Persico’s remarkable book, which is being reissued in paperback (Penguin, $15.95) to accompany the miniseries, begins with an image that was scorched into the author’s brain: a wire service photograph of Nazi leader Hermann Goering, his face contorted in death, just after he cheated the Nuremberg tribunal out of executing him by swallowing a cyanide capsule in 1946. The then-15-year-old Persico, whose five uncles had served in World War II, saw in the dead Goering a deeply satisfying closure to the war, a triumph of good over evil. But it was not until Saddam Hussein put war crimes on the front burner once more in the early 1990s that he secured a book contract to write about his boyhood obsession.If serendipity is the historian’s silent partner, Persico had more than his share. While chatting at a cocktail party in an artist’s colony in Mexico in 1991, a friend revealed a surprising fact about their hostess, a stately Scotswoman: “Katy was at Nuremberg, you know,” the woman said. In fact, Persico discovered, she had been a researcher for the prosecution and had carried large portions of the trial transcript halfway around the world, which she promptly placed at his disposal.

Back in the States, Persico secured a directory of Nuremberg alumni and set off to interview prosecutors, researchers and prison guards who had never before spoken of the trial. “I didn’t want to tell the story as legal history,” he explains. “I wanted to tell it as the human drama it had to have been.”The human drama is exactly what drew executive producer Peter Sussman and the other television folk who were brainstorming about potential projects several years ago. TNT was looking for war-related projects, Sussman suggested, so why not pitch the Nazi war crimes tribunal that had never been tackled save in the highly fictionalized 1961 Stanley Kramer film, “Judgment at Nuremberg”?
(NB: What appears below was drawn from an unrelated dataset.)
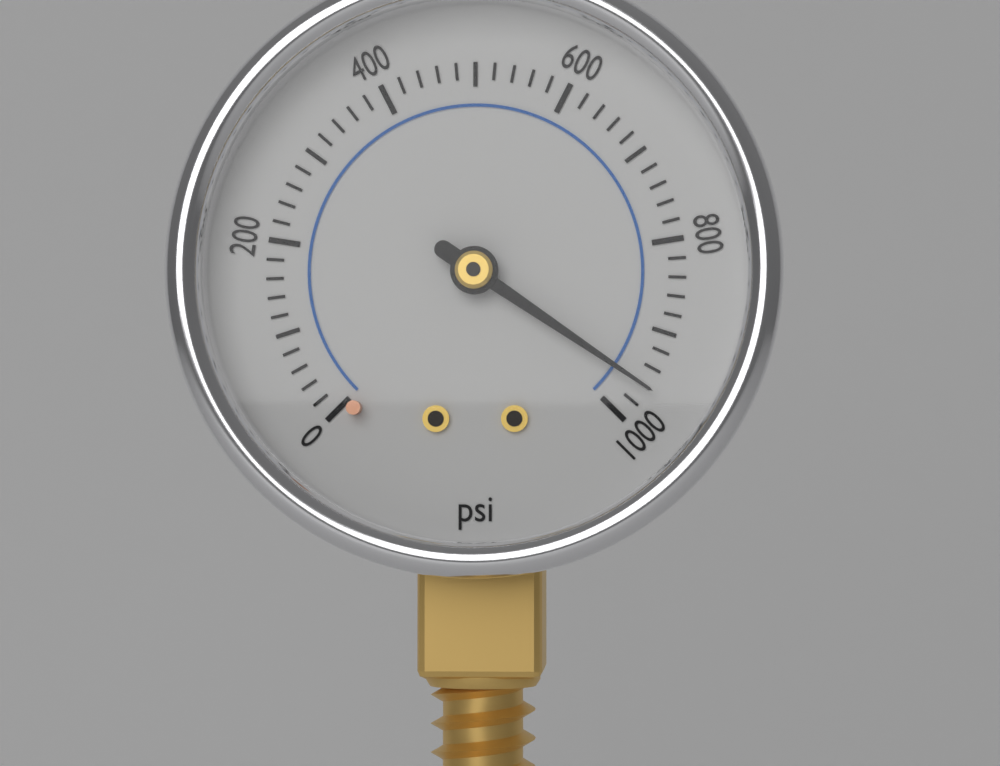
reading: 960 psi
In the TNT version, accuracy had the highest priority. Early on, director Yves Simoneau and the production team traveled to Nuremberg to visit the old courtroom in the Palace of Justice, a huge, gray, Gothic edifice on the Furtherstrasse. They perused the Palace’s library for photographs of the original courtroom, which, they learned, had been illuminated by harsh florescent lamps so photographers could shoot without the distraction of flashbulbs. They learned about the Jewish psychologist Gustav Mahler Gilbert, bespectacled and grave, who began as an interpreter in the cell block and became an analyst and confidant to the Nazis, all the while obsessed with understanding their murderous impulses.
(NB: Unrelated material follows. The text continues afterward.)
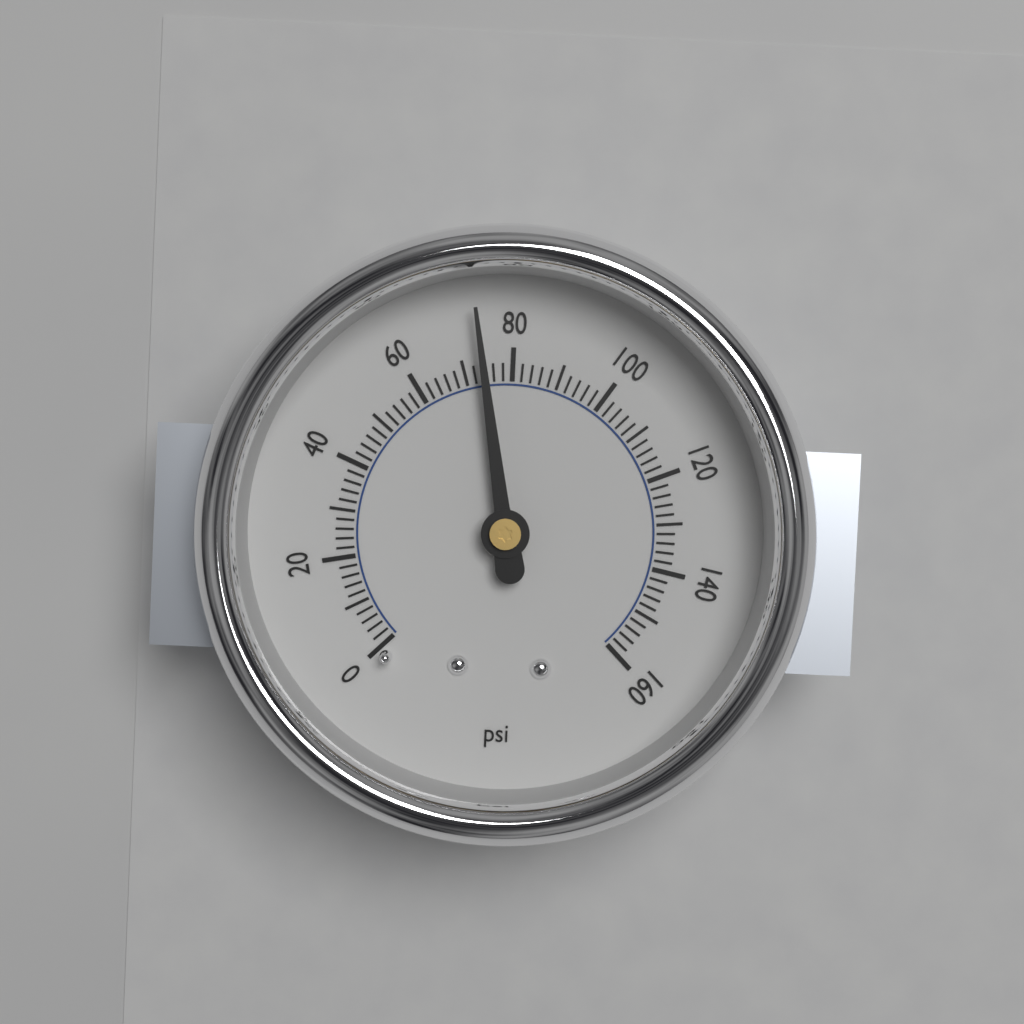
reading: 74 psi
The filmmakers also secured the astounding concentration camp footage that was shown publicly for the first time at Nuremberg; Simoneau decided to use a full six minutes of the film in one scene, played without any dialogue or sound save the whirring of the film projector. The effect was devastating on the cast and crew.

Hennessy recalled arriving at the shoot that was to record her character’s response to the footage. The actors who played the Nazis had been recorded earlier that morning, and as they filed off the stage with grim faces, they warned her to steel herself for a difficult day. Apparently, Stone, the son of survivors, had collapsed in tears at one point and was comforted by another actor who as a boy had been a member of Hitler Youth.
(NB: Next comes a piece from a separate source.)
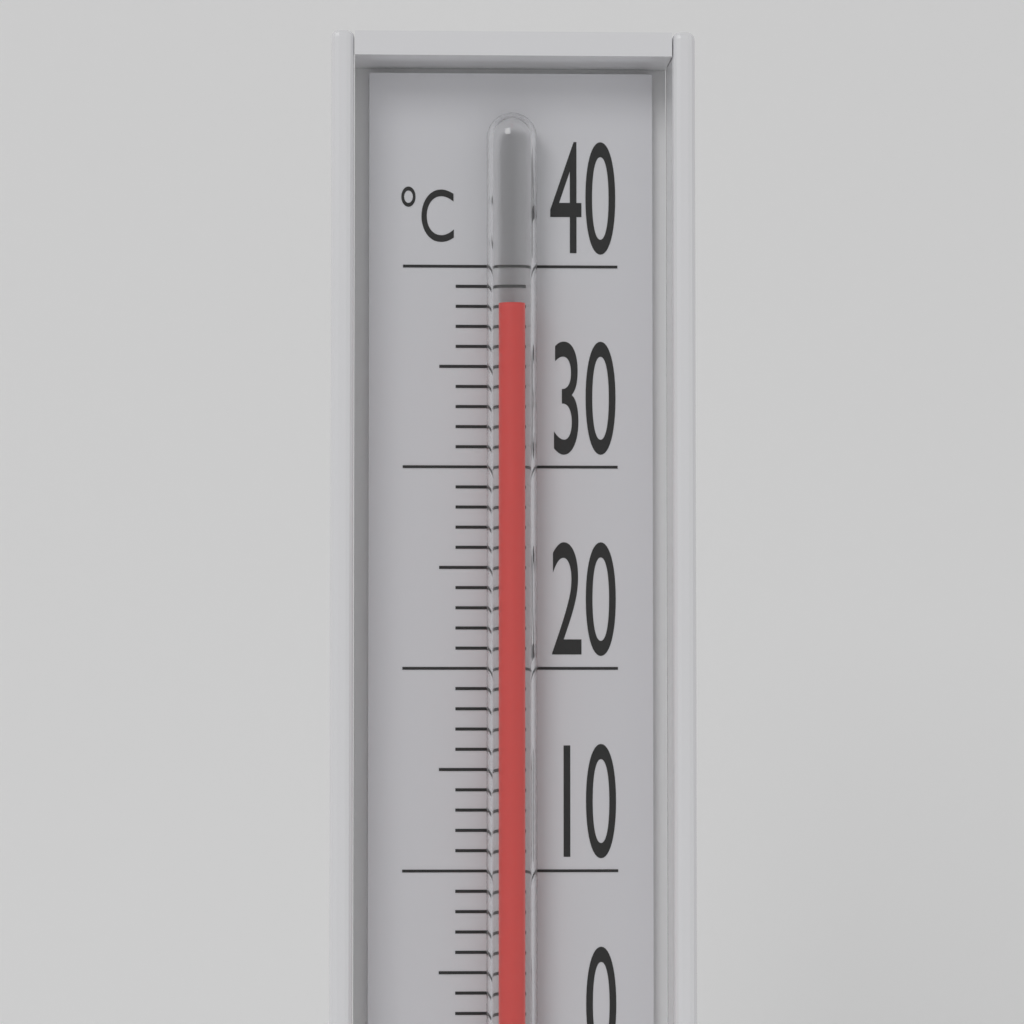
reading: 38 °C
The concentration camp imagery was not new for Hennessy (“Law & Order”), who has been reading about the Holocaust since viewing the Auschwitz drama “Playing for Time” when she was 11. Nevertheless, she says, the effect was “brutal.” With cameras rolling, eight extras fled the set, never to return. “I just forced myself to look at the footage,” she says. “The whole art of that scene was trying not to just sob.”